We managed to push the wagon to an all-night gas station after our ill-obtained fuel ran out near the witching hour; the attendant, a disheveled, old gentleman, silently and creepily refueled our ride as we checked the map. The station’s interior was closed, and some of our party—the fickle women—were in dire need of a bathroom stop. I inquired the attendant for information of any nearby rest stops, and he pointed out one not far off, approximately five miles southbound, that would suit our needs. This location was in contrast to the map, which told the nearest stop was over forty miles yonder. He looked at me with chalky and slimy teeth and laughed, informing me the map was wrong; this facility was too new and our map too old. I scoffed at the premise, perhaps because the old man seemed almost too eager to divulge the information. Alba, the fish-headed whore, saw this as divine providence from some summer spirit or some other karmatic-hullabaloo—Gregory, following his penis, agreed and took the helm in unsubtle manner to impress his potential patchouli-and-saltwater-stanched lover.
It is at this point I truly began to fancy things were amiss in our wagon. As superficially gay and merry our words and motions were, I could not, at the time, decipher a budding sense of dread from within the recesses of my mind. All of our travelers were from the same university up north, none seemed to have rides home, and none seemed to mind we were going in the wrong direction for them—I chalked all these compulsive apprehensions up to the fact we were all college folk, and thus prone to adventurous exploits even if the future lay dim. That, and they seemed to be flower-children by nature, poor in pocket but rich in whatever nonsense English majors absorb in those musty tomes of fag poetry and post-modern nihilism.

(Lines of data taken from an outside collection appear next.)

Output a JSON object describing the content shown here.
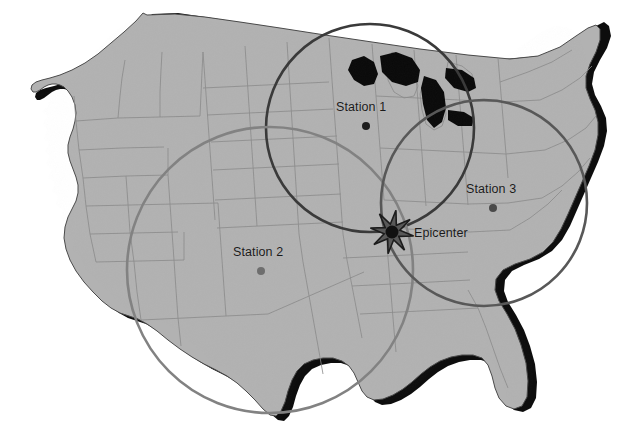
{
  "figure": {
    "background_color": "#ffffff",
    "width": 628,
    "height": 423
  },
  "map": {
    "name": "united-states-map",
    "land_fill": "#b2b2b2",
    "border_stroke": "#8a8a8a",
    "outline_stroke": "#4a4a4a",
    "coast_shadow_fill": "#000000"
  },
  "epicenter": {
    "label": "Epicenter",
    "x": 392,
    "y": 232,
    "label_x": 414,
    "label_y": 226,
    "star_color": "#585858",
    "star_outline": "#1c1c1c",
    "core_color": "#111111",
    "star_radius_outer": 22,
    "star_radius_inner": 8,
    "points": 8
  },
  "stations": [
    {
      "id": "station-1",
      "label": "Station 1",
      "marker_x": 366,
      "marker_y": 126,
      "label_x": 336,
      "label_y": 100,
      "marker_color": "#1c1c1c",
      "marker_radius": 4
    },
    {
      "id": "station-2",
      "label": "Station 2",
      "marker_x": 261,
      "marker_y": 271,
      "label_x": 233,
      "label_y": 245,
      "marker_color": "#6e6e6e",
      "marker_radius": 4
    },
    {
      "id": "station-3",
      "label": "Station 3",
      "marker_x": 493,
      "marker_y": 208,
      "label_x": 466,
      "label_y": 182,
      "marker_color": "#4a4a4a",
      "marker_radius": 4
    }
  ],
  "distance_circles": [
    {
      "id": "circle-station-1",
      "station": "Station 1",
      "center_x": 370,
      "center_y": 128,
      "radius": 104,
      "stroke_color": "#3a3a3a",
      "stroke_width": 2.6
    },
    {
      "id": "circle-station-2",
      "station": "Station 2",
      "center_x": 270,
      "center_y": 270,
      "radius": 143,
      "stroke_color": "#828282",
      "stroke_width": 2.6
    },
    {
      "id": "circle-station-3",
      "station": "Station 3",
      "center_x": 484,
      "center_y": 203,
      "radius": 103,
      "stroke_color": "#585858",
      "stroke_width": 2.6
    }
  ],
  "legend_note": ""
}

The night was clear and a gothic moon waxed high over our wagon, blanketing pale yellow light over the looming pines and evergreens of the region. I made a subtle joke about the “dancing with the devil” and Batman; apparently none of our hipster-travelers liked Michael Keaton. It hurt my chances of tea-bagging the exotic Marianne, so I laid low and gazed out the window at the ghastly, finger-like trees jutting skyward in a haze of alcohol and speed (my contempt for hippies and weed does not extend to hard drugs). I was about to dismiss the old attendant’s prophecies of the new and secretive rest stop when lo’, an exit ramp seemed to magically appear off to the right. Gregory, at the fevered behest of our female travelers, haphazardly veered from the far left to the off-ramp—I spilled my beer in the process.